Also note that epochs and batches are two different things. In each epoch we train the model on the entire training dataset, splitting it into some number of batches.
If you are talking about neural networks and training them on temporally-coherent data. No, this is a super, extra super bad idea. Unlike HTM, NNs are pron to catastrophic forgetting. Where after a few weight updates that doesnāt take account of the original function distribution, the NN completely forgets how to perform those functions. (they overfit to your small sample of data)
This is also why we shuffle the dataset before training.
This was obviously an uninformed question, but I appreciate the responses. The material was very helpful. They were also helpful on Twitter:
I think I understand the problem with SGD. The āstochasticā part of SGD basically disallows any type of fine-grained temporal context to get into the system. Applying GD in batches gets you part of the way there, but the mean in the cost function is necessary to remove noisy gradients, which would prevent the GD algorithm from finding a decentdescent .
Some of what we work with is time sequences of response to a tire passing over the scale.
There are many factors involved in both the wheel/chassis system of the truck and the various spring-rate and masses of the scale assembly.
I have experimented with this and so far - have not achieved enlightenment.
The hope is that I will find an application of a neural network at work, in this case, the filter section. Alas - not yet.
Both the feedforward and the feedback happens in parallel per minibatch.
Thus, it HAS access to all of the information of the previous ātime stepā(i.e. the actviations cause by the previous minibatch input).
You can make use of the information if you want.
Individual backpropagations(gradient descent through the layers) arenāt computationally expensive either.
They have about the same computational complexity as the feedforward stage has.
The formula between the feedforward and the feedback stage are quite similar, too.
Thatās where it got its name, ābackpropagationā.
Training of deep learning models is costly because of the number of iterations it demands to work well.
What youāre suggesting(minibatch size of 1) might not be parallel enough to computed efficiently by GPU.
Iām currently implementing Deep HTM for GPU and indeed it has minibatch size of dozens.
Iām not there yet, but I think it wouldnāt have any particular problem because of the fact that it does.
If you think it might cause a problem of some kind, please let me know how.
I think that could not be the case because of the encoder layers that process the input and feed it to the SP layer.
The input doesnāt get fed directly. Thus, it gets less affected by the type of the input.
But there will be some kind of effect for sure.
Iāll keep that in mind. Thanks!
@rhyolight, just to clarify SGD will work just fine with batch size of 1, but you will need to do a lot more weight updates. I trained small convnets like that, and saw no accuracy drop.
It would actually be nice to use minibatches of size 1, and they would probably result in improved performance and lower overfitting; but the benefit of doing so is outweighed the massive computational gains provided by minibatches.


Directions for this task — Below are some records. Say in a single number how many of their lines include the word "Central".
Dataset content START
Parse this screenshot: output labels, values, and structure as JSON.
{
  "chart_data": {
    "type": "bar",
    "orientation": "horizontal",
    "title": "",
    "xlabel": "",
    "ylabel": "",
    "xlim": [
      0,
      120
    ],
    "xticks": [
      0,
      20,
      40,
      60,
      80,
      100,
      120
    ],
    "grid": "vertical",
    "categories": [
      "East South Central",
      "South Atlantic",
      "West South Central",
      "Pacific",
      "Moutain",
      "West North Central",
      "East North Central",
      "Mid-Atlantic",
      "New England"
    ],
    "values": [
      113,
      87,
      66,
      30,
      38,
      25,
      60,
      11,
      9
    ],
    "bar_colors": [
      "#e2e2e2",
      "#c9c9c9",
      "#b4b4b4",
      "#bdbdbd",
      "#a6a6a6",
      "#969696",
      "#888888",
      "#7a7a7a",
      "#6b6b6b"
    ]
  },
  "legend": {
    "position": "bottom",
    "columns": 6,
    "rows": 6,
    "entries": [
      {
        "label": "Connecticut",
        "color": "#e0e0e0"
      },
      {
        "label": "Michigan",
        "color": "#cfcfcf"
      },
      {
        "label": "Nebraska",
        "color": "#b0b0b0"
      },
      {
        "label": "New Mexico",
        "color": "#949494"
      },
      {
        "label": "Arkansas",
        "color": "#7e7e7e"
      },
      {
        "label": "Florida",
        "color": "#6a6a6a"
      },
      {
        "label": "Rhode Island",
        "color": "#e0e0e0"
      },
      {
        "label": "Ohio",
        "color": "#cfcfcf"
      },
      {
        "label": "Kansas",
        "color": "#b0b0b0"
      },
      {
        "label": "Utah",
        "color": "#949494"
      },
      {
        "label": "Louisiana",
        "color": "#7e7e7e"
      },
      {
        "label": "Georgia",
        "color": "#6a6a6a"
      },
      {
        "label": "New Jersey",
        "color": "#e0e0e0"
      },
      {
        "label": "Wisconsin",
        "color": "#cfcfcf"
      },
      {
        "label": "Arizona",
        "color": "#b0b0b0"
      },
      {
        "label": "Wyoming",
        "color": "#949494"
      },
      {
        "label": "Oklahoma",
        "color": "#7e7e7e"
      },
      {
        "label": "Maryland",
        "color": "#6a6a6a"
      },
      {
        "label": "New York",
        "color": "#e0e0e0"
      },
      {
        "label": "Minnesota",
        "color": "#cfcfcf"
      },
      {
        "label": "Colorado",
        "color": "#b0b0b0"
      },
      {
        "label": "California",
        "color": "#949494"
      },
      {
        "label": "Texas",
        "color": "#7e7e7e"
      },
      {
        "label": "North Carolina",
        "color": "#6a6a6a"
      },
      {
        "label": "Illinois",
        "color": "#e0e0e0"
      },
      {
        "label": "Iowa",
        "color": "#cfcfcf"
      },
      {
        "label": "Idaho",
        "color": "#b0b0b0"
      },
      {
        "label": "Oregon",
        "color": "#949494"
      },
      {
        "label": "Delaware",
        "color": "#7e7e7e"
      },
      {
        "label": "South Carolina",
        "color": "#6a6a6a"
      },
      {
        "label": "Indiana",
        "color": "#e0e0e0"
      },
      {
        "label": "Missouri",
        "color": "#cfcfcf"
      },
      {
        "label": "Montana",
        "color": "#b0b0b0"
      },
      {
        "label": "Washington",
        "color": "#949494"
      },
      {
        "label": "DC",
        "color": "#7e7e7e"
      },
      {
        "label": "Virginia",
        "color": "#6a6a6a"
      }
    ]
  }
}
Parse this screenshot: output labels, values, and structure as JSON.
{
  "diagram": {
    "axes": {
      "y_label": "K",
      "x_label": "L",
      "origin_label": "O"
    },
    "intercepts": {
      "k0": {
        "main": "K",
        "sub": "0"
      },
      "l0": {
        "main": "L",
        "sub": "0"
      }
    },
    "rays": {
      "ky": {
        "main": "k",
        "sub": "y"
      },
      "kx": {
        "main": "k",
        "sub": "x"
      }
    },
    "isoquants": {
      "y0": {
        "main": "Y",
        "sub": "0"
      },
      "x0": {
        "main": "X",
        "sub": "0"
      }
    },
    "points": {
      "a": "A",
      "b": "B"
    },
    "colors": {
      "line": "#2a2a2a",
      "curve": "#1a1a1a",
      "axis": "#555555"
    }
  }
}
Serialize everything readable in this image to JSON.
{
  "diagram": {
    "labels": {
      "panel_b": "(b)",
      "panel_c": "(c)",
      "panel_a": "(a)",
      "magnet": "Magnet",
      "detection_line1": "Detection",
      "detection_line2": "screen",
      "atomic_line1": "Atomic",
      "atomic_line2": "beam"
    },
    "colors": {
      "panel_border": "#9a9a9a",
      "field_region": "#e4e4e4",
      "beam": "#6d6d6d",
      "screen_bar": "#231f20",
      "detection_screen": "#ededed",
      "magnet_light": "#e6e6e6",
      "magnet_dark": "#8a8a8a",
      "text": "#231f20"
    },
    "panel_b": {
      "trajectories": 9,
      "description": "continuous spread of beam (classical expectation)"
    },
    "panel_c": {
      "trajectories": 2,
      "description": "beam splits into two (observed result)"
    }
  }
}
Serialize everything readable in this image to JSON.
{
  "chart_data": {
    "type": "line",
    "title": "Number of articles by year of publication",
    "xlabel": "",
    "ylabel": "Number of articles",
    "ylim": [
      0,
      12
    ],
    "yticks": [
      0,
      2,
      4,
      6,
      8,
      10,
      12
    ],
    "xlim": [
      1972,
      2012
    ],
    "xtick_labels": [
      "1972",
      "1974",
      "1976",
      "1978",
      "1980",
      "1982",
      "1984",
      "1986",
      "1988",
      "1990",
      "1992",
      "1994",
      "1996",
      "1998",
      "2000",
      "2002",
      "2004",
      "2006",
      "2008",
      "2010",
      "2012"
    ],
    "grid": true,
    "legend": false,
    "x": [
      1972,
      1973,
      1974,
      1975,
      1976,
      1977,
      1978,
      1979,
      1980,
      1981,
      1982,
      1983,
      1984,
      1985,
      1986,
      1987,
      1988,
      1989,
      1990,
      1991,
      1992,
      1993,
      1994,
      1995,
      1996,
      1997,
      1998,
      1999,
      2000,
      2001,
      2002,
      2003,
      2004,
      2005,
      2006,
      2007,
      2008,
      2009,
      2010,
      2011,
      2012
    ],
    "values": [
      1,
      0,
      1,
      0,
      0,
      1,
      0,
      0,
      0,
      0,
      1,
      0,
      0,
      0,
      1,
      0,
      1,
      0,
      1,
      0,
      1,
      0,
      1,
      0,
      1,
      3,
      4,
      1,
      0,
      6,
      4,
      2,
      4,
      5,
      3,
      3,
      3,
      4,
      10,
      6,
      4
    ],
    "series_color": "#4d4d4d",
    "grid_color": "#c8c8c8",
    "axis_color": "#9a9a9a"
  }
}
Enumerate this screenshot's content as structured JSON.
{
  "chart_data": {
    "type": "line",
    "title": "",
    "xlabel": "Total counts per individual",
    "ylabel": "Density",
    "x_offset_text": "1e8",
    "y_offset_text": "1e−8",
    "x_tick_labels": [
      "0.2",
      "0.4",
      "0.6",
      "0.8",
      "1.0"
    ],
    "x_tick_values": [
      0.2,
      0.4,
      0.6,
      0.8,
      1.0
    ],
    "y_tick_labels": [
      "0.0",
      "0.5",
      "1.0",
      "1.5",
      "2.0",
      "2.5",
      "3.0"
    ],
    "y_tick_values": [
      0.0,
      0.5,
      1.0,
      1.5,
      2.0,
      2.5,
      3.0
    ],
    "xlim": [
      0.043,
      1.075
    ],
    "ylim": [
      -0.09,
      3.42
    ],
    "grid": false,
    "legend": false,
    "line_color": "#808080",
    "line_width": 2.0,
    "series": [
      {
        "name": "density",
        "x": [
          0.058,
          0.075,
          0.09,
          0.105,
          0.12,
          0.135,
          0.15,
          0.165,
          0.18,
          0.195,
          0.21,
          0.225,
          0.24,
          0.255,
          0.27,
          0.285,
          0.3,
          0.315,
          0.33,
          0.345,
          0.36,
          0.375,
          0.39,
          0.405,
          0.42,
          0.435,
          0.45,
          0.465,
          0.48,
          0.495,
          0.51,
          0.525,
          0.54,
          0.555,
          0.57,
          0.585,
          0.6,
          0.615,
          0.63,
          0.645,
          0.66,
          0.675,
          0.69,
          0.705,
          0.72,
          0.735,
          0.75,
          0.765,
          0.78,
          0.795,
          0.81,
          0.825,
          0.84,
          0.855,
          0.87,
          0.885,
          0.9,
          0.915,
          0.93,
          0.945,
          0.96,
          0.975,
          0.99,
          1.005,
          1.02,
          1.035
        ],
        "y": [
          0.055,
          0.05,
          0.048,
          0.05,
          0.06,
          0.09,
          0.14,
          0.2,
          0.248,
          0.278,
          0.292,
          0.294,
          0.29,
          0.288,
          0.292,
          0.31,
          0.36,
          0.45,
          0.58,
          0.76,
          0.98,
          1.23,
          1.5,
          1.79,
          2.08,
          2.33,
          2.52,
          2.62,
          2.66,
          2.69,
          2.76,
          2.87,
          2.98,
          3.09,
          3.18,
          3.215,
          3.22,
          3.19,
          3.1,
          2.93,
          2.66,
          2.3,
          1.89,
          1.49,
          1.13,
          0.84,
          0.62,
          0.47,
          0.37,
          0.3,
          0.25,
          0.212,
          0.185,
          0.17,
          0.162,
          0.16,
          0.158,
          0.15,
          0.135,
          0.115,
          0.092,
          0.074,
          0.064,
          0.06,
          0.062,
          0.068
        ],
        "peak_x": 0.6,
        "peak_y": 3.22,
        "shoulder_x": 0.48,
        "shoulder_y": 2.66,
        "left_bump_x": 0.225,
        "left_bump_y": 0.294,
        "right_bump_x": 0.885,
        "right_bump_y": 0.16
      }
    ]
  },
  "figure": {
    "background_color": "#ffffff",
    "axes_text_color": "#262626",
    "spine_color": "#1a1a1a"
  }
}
Dataset content END
Response to this exercise — 4